Stephan Kaplan's Exquisite Potential
West Coast Premiere in Palm Springs
By: Jack Lyons - Dec 17, 2013
“Exquisite Potential” by playwright Stephan Kaplan, recently had its West Coast Premiere at Dezart Performs in the Pearl McManus Theatre in Palm Springs. The comedy drama is one of two plays that ended in a tie as “audience favorite” from Dezart Performs annual staged play reading festival in April of this year. The winner receives a fully produced production (set, light, costumes, props, sound, etc.) in the Fall of each year following the April Festival.
The Kaplan play was presented on the Pearl McManus stage at the Palm Springs Women’s Club.
But, now back to “Exquisite Potential” directed by Joan McGillis. It’s a clever, funny, two-act, light comedy/drama, with religious overtones about an ordinary New York City Jewish family where the husband Alan Zuckerman (Michael Shaw) believes his three-year old son David is the Messiah. The mother Laura (Adina Lawson) definitely does not. What’s a family to do in this dilemma? Why consult Rabbi Gary Gerber (Scott Smith) for answers and guidance, of course. Between these three characters in Act One we get a quick overview of the Old Testament, sprinkled with a lot of ethnic humor, clever dialogue, and food for thought on tolerance and diversity. The three adults agree to remain silent concerning David; allowing the boy to grow up and have a normal childhood and forget all about this Messiah thing.
In Act Two the play switches gears. It’s thirty years later. David (played by Shaw) is now a worldwide TV celebrity. He’s gay, married, with a son Emmet (an adorable six-year-old Makai Armstrong Ross) to David Gerber, son of his father’s old friend, Rabbi Gary Gerber. Rabbi Gary Gerber – now in his sixties – is wonderfully played by Garnett Smith. There are twists and turns in the second act that need to be seen and heard by an audience in a theatre, not in a review. No spoiler alert here (accept for a bunch of f-bombs hurled from the stage every now and then).
The cast is uniformly solid, but the showier parts give a frustrated, but resigned to his fate, Michael Shaw the lion’s share of the humor and to his foil Garnett Smith as the elder Rabbi. Adina Lawson as the wife and playing her daughter Beth in Act Two has some nice comedy moments. Scott Smith as the young Rabbi and as David’s husband nicely juggles his two roles.
Reposted courtesy of Jack Lyons from Desert Local News.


# [Task brief]
Below are the records. Count the lines containing the string "sendTransaction", and reply with the number alone.

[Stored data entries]
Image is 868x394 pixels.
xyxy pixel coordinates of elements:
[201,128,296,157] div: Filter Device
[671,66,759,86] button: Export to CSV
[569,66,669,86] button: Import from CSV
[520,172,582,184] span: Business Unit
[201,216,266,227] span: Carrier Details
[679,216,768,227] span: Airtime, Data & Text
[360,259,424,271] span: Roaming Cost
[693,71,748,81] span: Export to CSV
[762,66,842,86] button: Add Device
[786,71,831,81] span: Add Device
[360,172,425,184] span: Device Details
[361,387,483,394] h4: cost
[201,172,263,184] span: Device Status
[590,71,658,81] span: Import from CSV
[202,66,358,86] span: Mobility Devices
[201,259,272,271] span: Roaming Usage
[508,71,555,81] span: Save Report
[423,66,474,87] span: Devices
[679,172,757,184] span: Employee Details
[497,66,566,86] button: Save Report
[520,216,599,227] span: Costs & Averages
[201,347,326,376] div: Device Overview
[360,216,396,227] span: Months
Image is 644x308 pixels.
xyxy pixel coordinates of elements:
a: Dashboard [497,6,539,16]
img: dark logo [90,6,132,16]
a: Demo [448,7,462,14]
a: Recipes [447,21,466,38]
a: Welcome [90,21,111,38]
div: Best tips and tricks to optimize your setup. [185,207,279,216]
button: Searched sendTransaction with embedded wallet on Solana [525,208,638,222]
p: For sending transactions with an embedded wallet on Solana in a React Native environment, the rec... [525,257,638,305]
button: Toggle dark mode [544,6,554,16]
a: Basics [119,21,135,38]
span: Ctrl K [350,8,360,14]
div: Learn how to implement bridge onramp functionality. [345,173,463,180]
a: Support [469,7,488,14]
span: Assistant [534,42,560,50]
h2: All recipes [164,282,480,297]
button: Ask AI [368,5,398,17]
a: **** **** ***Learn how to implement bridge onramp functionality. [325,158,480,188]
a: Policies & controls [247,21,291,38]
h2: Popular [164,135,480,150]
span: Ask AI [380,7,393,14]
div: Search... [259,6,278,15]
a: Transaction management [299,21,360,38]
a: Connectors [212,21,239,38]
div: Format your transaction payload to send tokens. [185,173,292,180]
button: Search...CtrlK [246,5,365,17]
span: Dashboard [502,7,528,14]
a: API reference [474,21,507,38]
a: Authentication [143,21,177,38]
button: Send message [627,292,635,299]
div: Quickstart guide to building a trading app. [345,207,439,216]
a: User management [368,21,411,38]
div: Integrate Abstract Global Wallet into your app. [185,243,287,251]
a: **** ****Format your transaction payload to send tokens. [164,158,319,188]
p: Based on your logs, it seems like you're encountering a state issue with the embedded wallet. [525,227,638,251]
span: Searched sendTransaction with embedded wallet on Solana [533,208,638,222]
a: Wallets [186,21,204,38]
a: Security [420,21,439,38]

# [Result of the exercise]
2